Justices Send Assault Weapon, Magazine Bans Back to Lower Courts
BY Herschel Smith2 years, 5 months ago
BREAKING: SCOTUS overturns mag bans, assault weapons ban, and carry ban," Go back and redo in light of what we said in Bruen." This means: The 9th Circuit now has to apply text, history, and tradition to those anti-gun laws. pic.twitter.com/LazvjbePQH
— National Association for Gun Rights (@NatlGunRights) June 30, 2022
Several challenges to state gun laws were sent back to lower courts in light of the US Supreme Court’s landmark Second Amendment ruling limiting restrictions on firearm possession outside the home.
Known as a “GVR”—for grant, vacate, and remand—the justices often allow lower courts another shot at cases after a high court decision that could potentially change the analysis or outcome of a case.
The cases sent back Thursday include challenges to bans in New Jersey and California on high-capacity magazines that hold ten rounds or more, Maryland’s assault weapons ban, and Hawaii’s restrictions on open-carry.
In each case, the lower courts had upheld the restrictions.
The justices didn’t explain why they sent the cases back, but presumably it was to apply the new test laid out by Justice Clarence Thomas’s majority opinion in New York State & Pistol Association v. Bruen. The ruling was the Supreme Court’s first major Second Amendment case in over a decade and limited the restrictions that states can place on where gun owners can take their firearms.
Courts should look only to the constitutional text and that nation’s history of gun restrictions in determining whether a state has run afoul of the Second Amendment, Thomas wrote, adding that they should not defer to legislative determinations about whether gun restrictions are necessary for public health and safety.
“While that judicial deference to legislative interest balancing is understandable—and, elsewhere, appropriate—it is not deference that the Constitution demands here,” Thomas said.
I talked with Dave Hardy a day or two ago and asked about the status of Young v. Hawaii. He thought it would be vacated and remanded to be consistent with the findings in Bruen.
These are all the right decisions, and everybody knows it.
I hope Young is handled soon and Hawaii has to begin the process of issuing permits. Actually, I wish they would legalize open carry, consistent with the what the founders did and how they lived their lives.
But leave it to the controllers in Hawaii. They apparently want to require that permit holders go through the same qualification that LEOs do.
The upshot is that most LEOs aren’t as good with their weapons as most permit holders I know (including me).
On June 30, 2022 at 4:30 pm, Fred said:
This is big, but, in the places in question the right has no enforcement mechanism. They are lefty hotbeds so enforcement of gun control they’ll do, but enforcement of liberty?
On June 30, 2022 at 4:47 pm, Miles said:
“But leave it to the controllers in Hawaii. They apparently want to require that permit holders go through the same qualification that LEOs do.”
Justice Thomas addressed such in the Bruen decision. at the end of Footnote 9:
“…because any permitting scheme can be put toward abusive ends, we do not rule out constitutional challenges to shall-issue regimes where, for example, lengthy wait
times in processing license applications or exorbitant fees deny ordinary
citizens their right to public carry.
Those wait times and exorbitant fees are not exclusive examples of ‘abuse’.
“Lawsuits galore….”
On July 4, 2022 at 11:02 am, PeanutButter said:
Fred, removing that enforcement balance was one of the reasons why county-based defense units were defunded in 1916 by Congress. One can’t have any real domestic resistance to the imperial Presidency and Woodrow Wilson’s idealism.
I’ve advocated for years for a re-established Militia system to not only provide a defense unit function based solely on citizen participation, but also establish the needed ancillary functions of such an organized system: a UCMJ-like regulatory aspect, as well as investigative units tasked to root out unconstitutional challenges to its mission.
Congress would have to pass legislation enabling a new special Art. III court system to handle the cases coming from these enforcement actions. Along with the other modern laws needed to give “well-regulated” a meaning consistent with what the Founding Fathers wanted with these non-federal units.
But a much stronger official and legal counterbalance to existing enforcement organizations such as the DOJ and federal enforcement agencies is sorely needed, since the Deep State has (deliberately) dropped the ball on almost every aspects of defending the Constitution and the Bill of Rights.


• [What you will do] Your answer should be the number of lines in the listing that hold the string "publications", with no other words.

##########

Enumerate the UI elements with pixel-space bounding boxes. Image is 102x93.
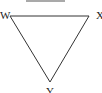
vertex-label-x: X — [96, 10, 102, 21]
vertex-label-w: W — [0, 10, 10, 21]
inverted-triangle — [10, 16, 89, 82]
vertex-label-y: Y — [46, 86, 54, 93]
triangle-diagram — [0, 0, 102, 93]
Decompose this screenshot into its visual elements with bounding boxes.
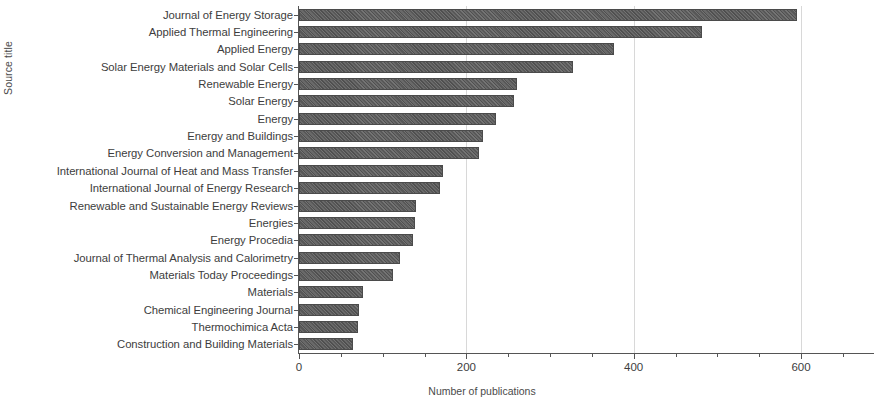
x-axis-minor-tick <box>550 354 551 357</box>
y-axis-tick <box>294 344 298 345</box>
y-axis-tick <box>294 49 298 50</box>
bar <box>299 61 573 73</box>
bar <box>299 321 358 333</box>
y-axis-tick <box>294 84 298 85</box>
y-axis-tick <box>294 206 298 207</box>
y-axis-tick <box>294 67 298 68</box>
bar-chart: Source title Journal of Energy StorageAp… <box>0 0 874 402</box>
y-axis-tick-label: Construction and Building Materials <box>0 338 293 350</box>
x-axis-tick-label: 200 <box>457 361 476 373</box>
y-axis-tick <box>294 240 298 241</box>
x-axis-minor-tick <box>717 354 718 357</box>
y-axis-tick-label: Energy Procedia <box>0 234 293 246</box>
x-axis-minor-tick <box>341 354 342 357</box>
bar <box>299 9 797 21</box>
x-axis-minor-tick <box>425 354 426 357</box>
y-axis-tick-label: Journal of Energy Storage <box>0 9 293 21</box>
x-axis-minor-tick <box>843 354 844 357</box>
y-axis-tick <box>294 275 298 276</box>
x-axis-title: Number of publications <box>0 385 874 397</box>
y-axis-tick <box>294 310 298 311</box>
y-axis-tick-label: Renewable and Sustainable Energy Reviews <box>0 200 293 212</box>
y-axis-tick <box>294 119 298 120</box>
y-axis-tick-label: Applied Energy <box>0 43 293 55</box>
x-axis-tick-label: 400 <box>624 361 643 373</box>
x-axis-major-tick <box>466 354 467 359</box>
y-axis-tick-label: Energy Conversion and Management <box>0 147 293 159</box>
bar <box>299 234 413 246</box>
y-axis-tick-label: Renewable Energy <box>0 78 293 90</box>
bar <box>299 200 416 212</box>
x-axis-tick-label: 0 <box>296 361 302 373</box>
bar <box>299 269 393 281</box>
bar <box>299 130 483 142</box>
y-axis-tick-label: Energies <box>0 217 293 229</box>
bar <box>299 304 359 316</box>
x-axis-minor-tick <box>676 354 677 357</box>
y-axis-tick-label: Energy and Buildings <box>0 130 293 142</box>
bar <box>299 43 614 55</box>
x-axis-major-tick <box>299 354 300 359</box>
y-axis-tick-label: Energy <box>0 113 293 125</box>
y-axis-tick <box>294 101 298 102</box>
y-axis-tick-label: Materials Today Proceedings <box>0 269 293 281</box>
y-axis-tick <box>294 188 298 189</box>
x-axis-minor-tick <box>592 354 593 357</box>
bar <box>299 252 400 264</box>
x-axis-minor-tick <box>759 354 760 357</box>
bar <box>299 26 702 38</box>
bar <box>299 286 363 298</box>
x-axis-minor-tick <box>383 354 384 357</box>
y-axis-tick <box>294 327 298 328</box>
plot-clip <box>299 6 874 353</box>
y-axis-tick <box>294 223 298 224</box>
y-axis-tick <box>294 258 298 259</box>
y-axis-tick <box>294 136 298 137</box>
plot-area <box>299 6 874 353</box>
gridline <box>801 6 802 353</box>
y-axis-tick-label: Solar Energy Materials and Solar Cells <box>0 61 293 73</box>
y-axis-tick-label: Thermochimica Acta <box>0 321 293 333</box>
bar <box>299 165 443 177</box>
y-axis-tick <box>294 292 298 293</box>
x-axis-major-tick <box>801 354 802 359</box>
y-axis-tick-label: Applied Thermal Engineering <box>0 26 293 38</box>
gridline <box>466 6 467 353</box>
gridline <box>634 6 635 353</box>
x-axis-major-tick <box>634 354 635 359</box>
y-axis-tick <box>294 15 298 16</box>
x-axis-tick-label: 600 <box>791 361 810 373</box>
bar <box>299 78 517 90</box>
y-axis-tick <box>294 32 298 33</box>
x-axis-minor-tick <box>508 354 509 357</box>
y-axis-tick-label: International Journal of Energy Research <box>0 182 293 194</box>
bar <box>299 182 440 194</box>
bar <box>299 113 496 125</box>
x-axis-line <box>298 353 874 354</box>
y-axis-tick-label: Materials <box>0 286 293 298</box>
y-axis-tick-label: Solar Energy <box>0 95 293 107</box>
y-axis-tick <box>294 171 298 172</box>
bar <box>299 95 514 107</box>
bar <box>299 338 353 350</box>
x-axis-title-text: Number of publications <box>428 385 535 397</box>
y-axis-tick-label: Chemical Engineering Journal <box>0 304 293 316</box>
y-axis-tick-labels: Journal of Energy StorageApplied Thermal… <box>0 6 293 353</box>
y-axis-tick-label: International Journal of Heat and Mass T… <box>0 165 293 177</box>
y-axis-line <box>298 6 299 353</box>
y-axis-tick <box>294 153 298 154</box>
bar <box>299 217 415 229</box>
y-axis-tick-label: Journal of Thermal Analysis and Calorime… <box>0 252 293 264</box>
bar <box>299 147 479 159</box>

##########

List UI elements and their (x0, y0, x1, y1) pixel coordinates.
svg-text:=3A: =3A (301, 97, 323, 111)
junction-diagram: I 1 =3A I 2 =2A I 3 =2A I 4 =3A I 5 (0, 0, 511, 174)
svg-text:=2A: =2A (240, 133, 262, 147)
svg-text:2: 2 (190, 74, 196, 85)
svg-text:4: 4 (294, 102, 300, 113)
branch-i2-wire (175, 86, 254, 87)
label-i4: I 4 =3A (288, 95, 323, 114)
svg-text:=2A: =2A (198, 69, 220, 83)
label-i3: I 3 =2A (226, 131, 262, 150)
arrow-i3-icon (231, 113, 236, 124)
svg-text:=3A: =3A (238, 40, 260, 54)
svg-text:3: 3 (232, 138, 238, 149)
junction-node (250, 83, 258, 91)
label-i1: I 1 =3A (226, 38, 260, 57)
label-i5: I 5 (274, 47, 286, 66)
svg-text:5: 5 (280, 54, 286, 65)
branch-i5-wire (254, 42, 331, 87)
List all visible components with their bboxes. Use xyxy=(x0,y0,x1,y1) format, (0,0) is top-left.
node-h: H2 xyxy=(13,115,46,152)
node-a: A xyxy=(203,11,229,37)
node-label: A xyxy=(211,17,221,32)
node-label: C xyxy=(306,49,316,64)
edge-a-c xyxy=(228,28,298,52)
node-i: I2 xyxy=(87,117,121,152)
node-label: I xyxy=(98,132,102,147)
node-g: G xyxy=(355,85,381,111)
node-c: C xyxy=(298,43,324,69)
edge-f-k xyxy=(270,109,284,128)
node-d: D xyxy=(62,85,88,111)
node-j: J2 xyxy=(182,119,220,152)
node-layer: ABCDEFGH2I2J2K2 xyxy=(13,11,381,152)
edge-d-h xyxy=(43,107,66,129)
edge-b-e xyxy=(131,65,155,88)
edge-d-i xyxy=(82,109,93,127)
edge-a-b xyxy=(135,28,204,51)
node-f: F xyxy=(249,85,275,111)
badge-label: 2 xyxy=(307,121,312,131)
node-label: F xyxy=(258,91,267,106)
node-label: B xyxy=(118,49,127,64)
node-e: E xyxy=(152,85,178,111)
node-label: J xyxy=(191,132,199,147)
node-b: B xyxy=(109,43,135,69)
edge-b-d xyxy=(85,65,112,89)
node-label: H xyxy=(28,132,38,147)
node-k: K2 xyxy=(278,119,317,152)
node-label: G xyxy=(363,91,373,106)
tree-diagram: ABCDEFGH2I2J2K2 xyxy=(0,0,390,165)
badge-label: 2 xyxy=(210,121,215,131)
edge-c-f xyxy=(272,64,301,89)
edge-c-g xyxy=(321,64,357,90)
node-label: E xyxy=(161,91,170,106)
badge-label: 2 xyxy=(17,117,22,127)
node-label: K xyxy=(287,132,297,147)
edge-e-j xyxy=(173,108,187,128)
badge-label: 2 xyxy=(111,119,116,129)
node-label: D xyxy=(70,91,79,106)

##########

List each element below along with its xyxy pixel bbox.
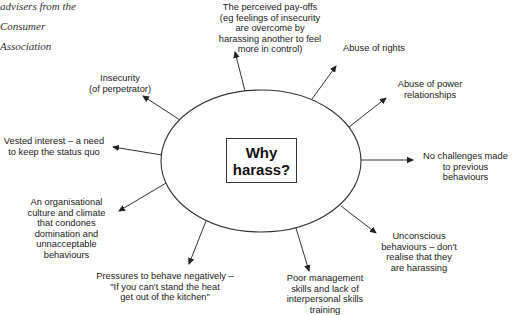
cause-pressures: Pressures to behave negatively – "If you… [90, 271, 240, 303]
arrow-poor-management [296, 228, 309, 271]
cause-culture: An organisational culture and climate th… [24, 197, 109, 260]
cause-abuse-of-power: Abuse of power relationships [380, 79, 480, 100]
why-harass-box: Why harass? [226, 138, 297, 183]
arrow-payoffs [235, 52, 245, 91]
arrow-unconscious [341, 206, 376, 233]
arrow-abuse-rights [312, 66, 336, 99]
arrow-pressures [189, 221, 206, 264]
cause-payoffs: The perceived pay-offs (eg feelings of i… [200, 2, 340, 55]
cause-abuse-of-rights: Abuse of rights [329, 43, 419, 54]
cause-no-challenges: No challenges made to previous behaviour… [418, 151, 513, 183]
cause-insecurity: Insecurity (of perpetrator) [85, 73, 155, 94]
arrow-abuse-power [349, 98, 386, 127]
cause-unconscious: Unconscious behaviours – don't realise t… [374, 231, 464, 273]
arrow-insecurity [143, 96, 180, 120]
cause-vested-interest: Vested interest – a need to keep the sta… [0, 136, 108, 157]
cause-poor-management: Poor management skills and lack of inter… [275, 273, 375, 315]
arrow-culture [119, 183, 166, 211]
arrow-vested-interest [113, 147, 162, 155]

##########

• [Answer space] 2